Over the last month more than 1,000 current and former staffers with the aid group Doctors Without Borders have signed a letter with an explosive accusation: The vaunted organization, they say, is built on a mindset of "white supremacy" that perpetuates "racism by our staff, in our policies, in our hiring practices, in our workplace culture, and through the imposition of dehumanising 'humanitarian' programmes by a privileged, white minority workforce."
Among the signatories is Margaret Ngunang, a clinical social worker whose experience offers a window into why the grassroots campaign has become so impassioned.
Ngunang, who is originally from Cameroon, joined Doctors Without Borders just three years ago after a long career in the U.S. She says she was inspired by what she'd heard about the group from her daughter, a pharmacist already working with Doctors Without Borders. Its 65,000 members provide critical care to people in some of the most desperate and dangerous places in the world. In 1999 the group was awarded the Nobel Prize for peace.
"I thought it was a great organization given the work that they were doing in countries that have experienced war and famine," Ngunang says.
The possibility that she'd face racial discrimination from them? "It did not cross my mind at all," says Ngunang.
But Ngunang says the microaggressions began literally the moment she reached her first posting — a hospital run by the aid group in South Sudan.
Suitcases still in hand, Ngunang and another new arrival — also an African immigrant based in the U.S. — walked into the office of a top official:
"A white female, talking to two people. And when we said hello to this woman, she ignored us. You know, she turned, looked at us and continued talking."
Ngunang told herself that maybe this woman was just very busy — or an unusually rude person.
But over the following weeks, again and again Ngunang would notice white staffers treating white colleagues warmly while ignoring "people with my skin tone, people with my accent. It was this sense of being invisible because you're black."
When many of her white colleagues did notice her, Ngunang adds, it was often to second-guess her judgement and decisions. "You have everything that you do being put under the microscope," she recalls. "Everything that you do is questioned."
But Ngunang says the situation was far worse for local South Sudanese staff. For them a job with Doctors Without Borders was too precious to risk complaining about any problems — even when white staffers would talk down to them and berate them.
"For me, says Ngunang, "it was just very traumatizing ... because [I come] from Cameroon, it brought back the colonial mentality."
Christos Christou is president of the international board of Doctors Without Borders.
In an interview with NPR about the letter, he questioned how widespread incidents of outright racism are across the organization's dozens of missions.
But he says there is no question the organization is built on a problematic model. "It's this idea of the white savior — the white doctor going and providing assistance to the people in Africa and especially to little African kids."
Christou says it's time for a total revamp:
"Being clearly anti-racist in this organization is not just about dismantling and overcoming all these barriers that may have been created over all these years," he says. "It's about rethinking the humanitarian model: The whole way of distributing the decision-making power and also the resources."
As a start, on Thursday he is convening a meeting of the international board to vote on a range of measures — including setting metrics for progress that will be regularly monitored.
But how much of this talk will translate into a new reality on the ground?
Africa Stewart is the president of Doctors Without Borders' U.S. board. She points to her own election back in 2017 as a sign of the appetite for change. Consider, she notes, who raised her:
"A surgical scrub tech, my mom — who could not go to nursing school. A Black Panther dad, [who] named [me] Africa," says Stewart, laughing. "I mean, was I not born for this?"
And she's says she's part of a wave of more diverse leaders. The U.S. board of 13 members is now majority women, with two other Black members and a Mexican American.
Similarly, over the last decade the share of program leadership positions throughout Doctors Without Borders that are filled by people from the global south — as opposed to Europeans and Americans — has increased from 24% to 46%.
But Stewart also notes that various measures that she and others have pushed in the past several years are taking a long time to implement — including a plan adopted by the international board to reduce the pay gap between international staff and local staff.
"It feels like we're part of the solution. But it also feels like, 'Well, damn it. How long does it take to wear down a mountain?' "
As for Margaret Ngunang, she says when she returned from South Sudan, she confronted her daughter about all the racism she'd witnessed there.
"I said, 'Why didn't you tell me about that part of it?' My daughter laughed and said, 'Then you wouldn't have gone.' She just really believes in the mission of [Doctors Without Borders]."
On reflection, Ngunang says she still does too.
"That's the the reason I'm doing what I'm doing now," she says. "Is it going to make a change? Maybe not. But at least I will know that I added my voice."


■ Problem description:
Copy each line of the material in which the word "labels" appears.

■ Data for processing:
[Start of section]
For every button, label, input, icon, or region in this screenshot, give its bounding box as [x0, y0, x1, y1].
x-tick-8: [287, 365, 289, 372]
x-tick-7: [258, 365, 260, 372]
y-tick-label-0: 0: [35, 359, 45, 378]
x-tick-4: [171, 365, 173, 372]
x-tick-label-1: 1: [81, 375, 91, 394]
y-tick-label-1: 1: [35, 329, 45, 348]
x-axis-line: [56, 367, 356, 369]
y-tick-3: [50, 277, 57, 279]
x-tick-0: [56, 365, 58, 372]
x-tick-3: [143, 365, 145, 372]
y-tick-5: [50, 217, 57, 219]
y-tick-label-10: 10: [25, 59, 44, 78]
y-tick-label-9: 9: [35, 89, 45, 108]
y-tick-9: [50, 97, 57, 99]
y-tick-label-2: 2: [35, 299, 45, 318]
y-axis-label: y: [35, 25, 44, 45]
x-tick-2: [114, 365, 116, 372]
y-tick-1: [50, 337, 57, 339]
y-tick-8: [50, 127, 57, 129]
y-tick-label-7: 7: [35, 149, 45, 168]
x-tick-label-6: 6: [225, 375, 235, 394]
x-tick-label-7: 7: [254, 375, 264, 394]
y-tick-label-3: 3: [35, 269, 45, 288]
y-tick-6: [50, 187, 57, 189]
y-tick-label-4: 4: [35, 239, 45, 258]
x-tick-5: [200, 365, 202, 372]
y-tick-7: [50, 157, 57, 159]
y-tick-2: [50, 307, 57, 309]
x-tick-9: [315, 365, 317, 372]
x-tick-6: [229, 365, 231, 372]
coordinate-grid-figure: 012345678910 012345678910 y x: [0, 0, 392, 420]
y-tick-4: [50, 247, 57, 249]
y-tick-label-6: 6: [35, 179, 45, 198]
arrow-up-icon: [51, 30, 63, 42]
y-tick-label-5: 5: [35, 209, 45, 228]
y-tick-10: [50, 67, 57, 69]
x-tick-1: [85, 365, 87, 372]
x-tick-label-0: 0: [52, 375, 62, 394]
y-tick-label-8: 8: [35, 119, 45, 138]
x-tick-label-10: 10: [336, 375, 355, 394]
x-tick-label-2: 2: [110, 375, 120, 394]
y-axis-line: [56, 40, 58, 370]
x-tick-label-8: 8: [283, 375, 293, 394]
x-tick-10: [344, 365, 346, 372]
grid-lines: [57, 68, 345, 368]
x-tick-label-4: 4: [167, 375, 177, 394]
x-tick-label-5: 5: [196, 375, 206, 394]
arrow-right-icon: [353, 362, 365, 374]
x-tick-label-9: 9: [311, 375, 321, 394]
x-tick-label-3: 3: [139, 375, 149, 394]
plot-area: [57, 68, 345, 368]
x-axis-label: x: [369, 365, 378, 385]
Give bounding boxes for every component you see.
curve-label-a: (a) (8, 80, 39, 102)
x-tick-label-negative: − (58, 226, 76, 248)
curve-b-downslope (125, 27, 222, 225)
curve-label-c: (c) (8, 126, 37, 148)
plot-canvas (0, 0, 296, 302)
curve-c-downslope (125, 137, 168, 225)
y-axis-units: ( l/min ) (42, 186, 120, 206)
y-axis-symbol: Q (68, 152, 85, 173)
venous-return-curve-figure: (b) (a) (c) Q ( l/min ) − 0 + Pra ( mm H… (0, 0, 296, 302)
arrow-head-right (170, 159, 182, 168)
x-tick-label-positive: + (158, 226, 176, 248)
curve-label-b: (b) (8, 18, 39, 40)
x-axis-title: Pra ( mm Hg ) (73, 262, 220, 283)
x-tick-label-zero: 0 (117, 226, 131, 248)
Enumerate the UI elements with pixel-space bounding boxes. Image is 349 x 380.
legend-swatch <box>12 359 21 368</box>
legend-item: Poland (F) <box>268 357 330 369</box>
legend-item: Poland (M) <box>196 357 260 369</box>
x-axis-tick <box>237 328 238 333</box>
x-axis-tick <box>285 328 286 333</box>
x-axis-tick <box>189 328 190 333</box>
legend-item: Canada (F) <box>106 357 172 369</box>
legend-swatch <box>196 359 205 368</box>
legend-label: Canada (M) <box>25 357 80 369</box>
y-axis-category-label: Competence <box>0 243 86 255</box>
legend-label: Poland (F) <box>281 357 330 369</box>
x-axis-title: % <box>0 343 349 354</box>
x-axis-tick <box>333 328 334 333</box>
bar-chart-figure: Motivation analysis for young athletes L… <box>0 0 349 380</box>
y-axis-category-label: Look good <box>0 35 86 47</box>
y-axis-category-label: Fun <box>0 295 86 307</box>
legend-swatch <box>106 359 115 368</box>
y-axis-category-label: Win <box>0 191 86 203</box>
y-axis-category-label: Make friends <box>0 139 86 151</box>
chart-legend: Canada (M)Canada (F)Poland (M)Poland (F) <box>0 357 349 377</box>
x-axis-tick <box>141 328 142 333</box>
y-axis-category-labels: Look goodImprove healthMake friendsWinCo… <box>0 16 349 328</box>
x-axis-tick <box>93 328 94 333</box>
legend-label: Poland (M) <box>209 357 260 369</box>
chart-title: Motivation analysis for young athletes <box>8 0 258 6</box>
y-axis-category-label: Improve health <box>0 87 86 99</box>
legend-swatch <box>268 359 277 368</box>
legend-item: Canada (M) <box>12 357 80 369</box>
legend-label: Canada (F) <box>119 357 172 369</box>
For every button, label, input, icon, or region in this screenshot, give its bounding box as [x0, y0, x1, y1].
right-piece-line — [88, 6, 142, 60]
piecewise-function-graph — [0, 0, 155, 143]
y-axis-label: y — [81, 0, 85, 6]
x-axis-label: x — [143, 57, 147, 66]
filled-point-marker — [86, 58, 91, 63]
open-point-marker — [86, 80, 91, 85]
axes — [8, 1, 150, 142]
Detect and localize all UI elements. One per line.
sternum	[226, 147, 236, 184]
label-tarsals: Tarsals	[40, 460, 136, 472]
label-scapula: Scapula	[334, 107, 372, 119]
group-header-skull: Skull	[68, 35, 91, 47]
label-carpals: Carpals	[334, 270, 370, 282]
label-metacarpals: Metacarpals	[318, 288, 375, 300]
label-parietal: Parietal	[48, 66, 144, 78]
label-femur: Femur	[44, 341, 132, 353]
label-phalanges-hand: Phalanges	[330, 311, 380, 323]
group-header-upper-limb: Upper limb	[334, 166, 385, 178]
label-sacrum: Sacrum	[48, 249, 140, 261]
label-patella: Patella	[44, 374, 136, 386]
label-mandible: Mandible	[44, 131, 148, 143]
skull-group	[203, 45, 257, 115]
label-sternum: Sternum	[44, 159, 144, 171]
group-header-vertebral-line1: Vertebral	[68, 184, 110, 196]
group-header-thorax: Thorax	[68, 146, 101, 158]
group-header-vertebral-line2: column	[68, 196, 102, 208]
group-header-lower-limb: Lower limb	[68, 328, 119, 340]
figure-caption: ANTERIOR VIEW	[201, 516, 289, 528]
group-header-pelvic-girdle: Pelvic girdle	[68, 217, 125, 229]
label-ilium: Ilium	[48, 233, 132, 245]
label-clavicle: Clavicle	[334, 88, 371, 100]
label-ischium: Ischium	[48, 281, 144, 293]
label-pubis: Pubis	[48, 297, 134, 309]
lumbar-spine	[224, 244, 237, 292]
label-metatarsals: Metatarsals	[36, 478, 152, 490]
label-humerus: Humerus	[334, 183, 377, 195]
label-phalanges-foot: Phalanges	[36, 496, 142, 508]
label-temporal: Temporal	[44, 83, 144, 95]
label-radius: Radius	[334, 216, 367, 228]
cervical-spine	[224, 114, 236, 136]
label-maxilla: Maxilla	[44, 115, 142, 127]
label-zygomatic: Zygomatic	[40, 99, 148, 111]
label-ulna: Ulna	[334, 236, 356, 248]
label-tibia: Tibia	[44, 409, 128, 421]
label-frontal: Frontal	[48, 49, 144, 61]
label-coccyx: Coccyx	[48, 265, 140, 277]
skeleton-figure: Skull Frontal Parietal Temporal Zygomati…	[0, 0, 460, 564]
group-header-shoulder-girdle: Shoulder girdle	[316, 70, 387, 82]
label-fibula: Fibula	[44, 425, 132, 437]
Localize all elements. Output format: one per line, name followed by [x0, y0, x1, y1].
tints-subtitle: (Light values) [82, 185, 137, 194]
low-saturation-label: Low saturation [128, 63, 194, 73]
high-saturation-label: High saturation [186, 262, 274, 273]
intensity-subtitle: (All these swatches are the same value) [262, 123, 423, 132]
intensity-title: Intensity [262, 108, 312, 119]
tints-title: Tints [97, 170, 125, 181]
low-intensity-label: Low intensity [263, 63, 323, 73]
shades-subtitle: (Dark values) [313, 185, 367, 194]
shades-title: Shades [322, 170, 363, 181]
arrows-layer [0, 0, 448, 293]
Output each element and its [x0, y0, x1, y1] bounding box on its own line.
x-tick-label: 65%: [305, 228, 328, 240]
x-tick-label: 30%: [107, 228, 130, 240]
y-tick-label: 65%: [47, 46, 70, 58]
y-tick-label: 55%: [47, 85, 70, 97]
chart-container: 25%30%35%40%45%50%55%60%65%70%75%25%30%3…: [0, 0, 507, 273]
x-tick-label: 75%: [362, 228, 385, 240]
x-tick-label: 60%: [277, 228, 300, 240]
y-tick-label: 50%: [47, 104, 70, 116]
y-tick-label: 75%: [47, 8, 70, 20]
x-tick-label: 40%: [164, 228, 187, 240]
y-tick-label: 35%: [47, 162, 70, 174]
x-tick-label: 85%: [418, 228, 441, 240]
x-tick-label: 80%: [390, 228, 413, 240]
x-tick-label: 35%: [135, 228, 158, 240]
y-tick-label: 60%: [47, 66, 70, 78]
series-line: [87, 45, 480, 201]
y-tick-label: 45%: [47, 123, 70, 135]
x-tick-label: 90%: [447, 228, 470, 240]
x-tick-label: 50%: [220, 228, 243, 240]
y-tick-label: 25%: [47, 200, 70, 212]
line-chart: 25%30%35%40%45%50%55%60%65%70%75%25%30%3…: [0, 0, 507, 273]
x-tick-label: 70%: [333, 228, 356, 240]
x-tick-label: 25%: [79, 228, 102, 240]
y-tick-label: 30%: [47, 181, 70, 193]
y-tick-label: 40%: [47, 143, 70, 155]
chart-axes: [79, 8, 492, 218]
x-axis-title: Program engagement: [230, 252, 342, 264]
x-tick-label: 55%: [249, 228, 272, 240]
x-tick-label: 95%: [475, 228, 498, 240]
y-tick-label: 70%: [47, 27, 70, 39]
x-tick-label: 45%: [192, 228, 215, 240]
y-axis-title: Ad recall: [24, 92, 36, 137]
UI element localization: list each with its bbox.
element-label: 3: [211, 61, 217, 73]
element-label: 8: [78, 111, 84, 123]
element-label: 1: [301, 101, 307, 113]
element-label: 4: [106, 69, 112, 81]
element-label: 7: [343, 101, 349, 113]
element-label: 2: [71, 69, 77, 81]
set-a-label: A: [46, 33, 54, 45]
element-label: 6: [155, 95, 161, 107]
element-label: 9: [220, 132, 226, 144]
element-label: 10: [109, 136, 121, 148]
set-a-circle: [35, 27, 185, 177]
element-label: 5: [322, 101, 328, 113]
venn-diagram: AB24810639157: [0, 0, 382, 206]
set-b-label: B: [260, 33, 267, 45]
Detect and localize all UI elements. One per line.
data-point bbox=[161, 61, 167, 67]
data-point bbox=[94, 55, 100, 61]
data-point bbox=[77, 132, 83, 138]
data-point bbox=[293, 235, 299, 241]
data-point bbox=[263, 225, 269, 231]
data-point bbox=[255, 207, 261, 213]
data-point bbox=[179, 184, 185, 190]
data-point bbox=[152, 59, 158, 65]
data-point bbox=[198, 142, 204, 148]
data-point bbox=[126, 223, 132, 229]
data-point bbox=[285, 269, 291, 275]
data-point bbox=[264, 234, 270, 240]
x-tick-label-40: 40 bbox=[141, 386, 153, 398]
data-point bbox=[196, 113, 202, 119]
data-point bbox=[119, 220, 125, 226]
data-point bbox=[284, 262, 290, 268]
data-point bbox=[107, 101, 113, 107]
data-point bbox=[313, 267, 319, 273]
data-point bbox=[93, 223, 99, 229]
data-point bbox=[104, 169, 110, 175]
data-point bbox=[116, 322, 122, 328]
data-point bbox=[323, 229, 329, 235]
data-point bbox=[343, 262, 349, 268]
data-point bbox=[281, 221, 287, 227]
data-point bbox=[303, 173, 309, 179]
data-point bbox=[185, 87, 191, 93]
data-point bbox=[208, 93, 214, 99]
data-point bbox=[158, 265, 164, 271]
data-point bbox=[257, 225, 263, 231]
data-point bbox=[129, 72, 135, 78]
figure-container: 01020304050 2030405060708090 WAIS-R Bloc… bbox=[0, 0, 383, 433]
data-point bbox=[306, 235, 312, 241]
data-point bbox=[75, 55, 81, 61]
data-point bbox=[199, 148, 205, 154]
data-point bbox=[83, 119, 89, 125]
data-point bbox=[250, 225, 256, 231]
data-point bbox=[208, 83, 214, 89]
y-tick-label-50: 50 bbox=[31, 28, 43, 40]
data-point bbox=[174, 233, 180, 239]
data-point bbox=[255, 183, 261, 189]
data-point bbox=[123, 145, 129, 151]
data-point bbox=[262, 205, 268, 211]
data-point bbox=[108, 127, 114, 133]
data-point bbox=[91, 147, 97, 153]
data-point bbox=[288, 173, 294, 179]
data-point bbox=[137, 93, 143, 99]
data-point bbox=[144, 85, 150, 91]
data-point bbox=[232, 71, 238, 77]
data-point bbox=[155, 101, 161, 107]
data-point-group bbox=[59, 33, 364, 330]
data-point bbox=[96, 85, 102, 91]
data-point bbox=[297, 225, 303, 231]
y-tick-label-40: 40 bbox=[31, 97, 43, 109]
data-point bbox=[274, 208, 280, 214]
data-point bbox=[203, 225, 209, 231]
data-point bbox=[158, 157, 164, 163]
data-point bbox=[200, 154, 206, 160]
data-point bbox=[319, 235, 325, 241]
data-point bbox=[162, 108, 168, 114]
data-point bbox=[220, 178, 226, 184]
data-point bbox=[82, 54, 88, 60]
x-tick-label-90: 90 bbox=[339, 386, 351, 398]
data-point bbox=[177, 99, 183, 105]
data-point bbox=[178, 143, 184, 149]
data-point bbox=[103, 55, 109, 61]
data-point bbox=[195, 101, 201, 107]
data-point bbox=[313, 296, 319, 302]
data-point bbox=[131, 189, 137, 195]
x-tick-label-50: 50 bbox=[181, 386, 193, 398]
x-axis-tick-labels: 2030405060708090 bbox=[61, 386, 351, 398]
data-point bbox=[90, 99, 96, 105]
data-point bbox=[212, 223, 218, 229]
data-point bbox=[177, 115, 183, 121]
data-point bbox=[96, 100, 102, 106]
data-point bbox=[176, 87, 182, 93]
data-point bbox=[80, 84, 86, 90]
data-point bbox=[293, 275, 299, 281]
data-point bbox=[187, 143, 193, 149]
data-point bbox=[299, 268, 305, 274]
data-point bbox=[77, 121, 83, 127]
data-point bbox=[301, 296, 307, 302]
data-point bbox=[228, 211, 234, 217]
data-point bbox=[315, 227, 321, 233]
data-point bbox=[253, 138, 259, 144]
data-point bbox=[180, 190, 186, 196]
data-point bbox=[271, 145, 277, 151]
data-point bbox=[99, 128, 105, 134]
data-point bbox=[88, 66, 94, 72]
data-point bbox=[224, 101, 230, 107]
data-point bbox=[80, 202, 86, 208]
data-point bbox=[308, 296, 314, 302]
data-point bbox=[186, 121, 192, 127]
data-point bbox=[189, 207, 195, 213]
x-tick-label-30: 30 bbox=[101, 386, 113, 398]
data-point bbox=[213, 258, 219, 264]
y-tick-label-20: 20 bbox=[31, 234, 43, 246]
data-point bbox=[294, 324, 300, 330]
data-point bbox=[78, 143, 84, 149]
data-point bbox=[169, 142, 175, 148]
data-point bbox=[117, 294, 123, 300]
[End of section]
■ Solution below:
y-axis-category-labels: Look goodImprove healthMake friendsWinCo… <box>0 16 349 328</box>
x-axis-tick-labels: 2030405060708090 bbox=[61, 386, 351, 398]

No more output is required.